Not jealous at all. But Culin was his responsibility, not the human’s. He reached to pick up the puppy–froze as the human stirred, groped restlessly, mumbled under his breath. One slender, long-fingered hand found Culin and settled protectively over the furry body; the muttering stopped, replaced by a snore almost too faint to hear, even for a Fae.
Just that quickly, Lasair realized that he was indeed jealous. But not of the human. Of Culin.
I want that hand on me.
He backed up quickly, almost falling over a chair he’d forgotten was there, catching himself, turning and hastening back to the bedchamber. It wasn’t until he was leaning against the far side of the closed door, head tipped back, eyes closed, trying to slow his breathing, that he started to curse. Under his breath, so as not to wake the human.
In the Realm, the Master of the Royal Fade-hounds had been held in awe. The hounds were terrifying to most Fae, a story told to misbehaving children, used as a method of execution by some Royals. Forces of nature with five-inch fangs, relentless hunters with a taste for blood. But to him, they had been like family. He had been ready to lay down his life for them, and he knew they would have done the same for him. Even little Culin, following him trustingly through the terror of transition.
His rapport with the hounds had been legendary.
When it came to Fae, on the other hand, he was a disgrace. He definitely had all the reflexes and instincts and hungers of his race, but if seduction was an art form among the Fae–which it most certainly was–then he himself had never passed much beyond sketching childish stick figures on the hearthstones with charcoal. In a culture where desire always came wrapped in layers on layers of enticement and mystery, no one knew what to make of a Fae who refused to play the kinds of games they were all born to play. As clumsy as one of his pups, they’d said, laughing. But clumsy he was not. He only wanted to be open about what he wanted.
He hadn’t realized until just now how much he’d hoped things would be different with the human. Hadn’t Fae had their way with humans whenever they wished, back in the time before the Sundering when the two races shared a world? There would be no need for the dance, the game. For once, surely, he was free to take what he wanted, what his body needed. All he had to do was do what he wished, be what he was and had always been. All would be well.

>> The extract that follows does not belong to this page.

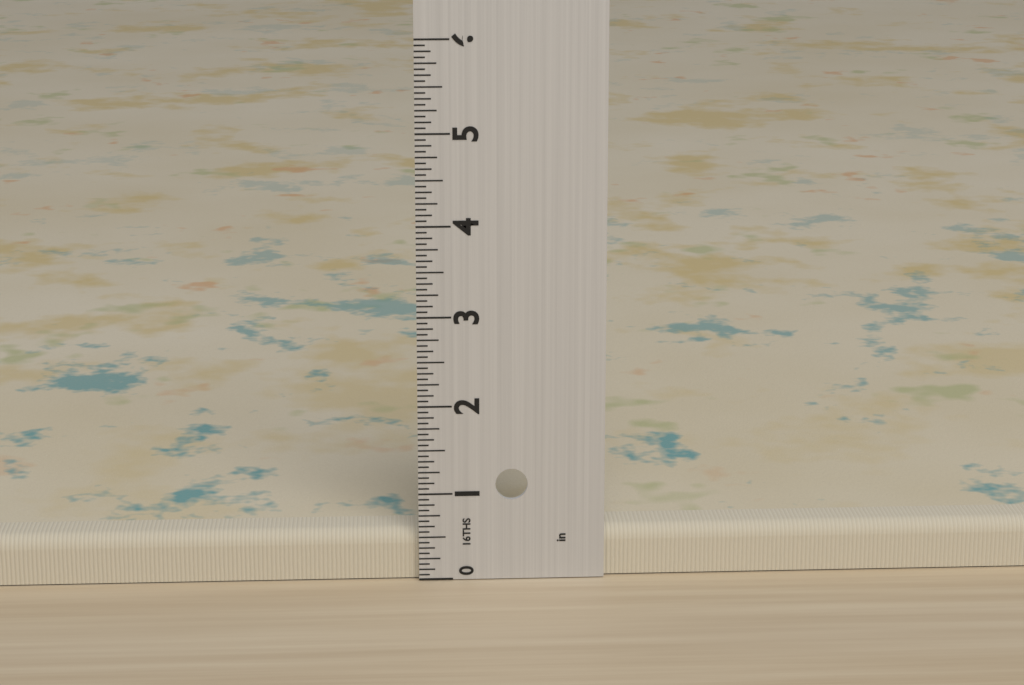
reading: 0.5625 in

Except it wouldn’t. It wasn’t. For the first time, he saw at least in part the point of the rin’gcatha gríobhan, the labyrinthine dance. He still didn’t want to play the game for the sake of playing, for the style and the beauty and the craft of it, but neither did he want to simply wake the human up, roll him over, and take the pleasure he both needed and wanted. He wanted to smooth away the frown line that seemed to live between the human’s brows. He wanted to see the smile he knew the human hid, and he wanted to know he’d been the cause of the smiling. He wanted to find out if the scent of salt had come from human tears, and to make them stop.
There were a great many things Lasair wanted. None of which he had ever wanted before, and none of which he had the slightest idea how to get.
No. There was one thing he knew how to get. Knew very well. One of the many words as’Faein for self-pleasure was dara-láiv. Literally, it meant ‘second-hand’–the implication being that your partner had grown bored and left after one orgasm, and you were thus forced to rely on your own devices for the second.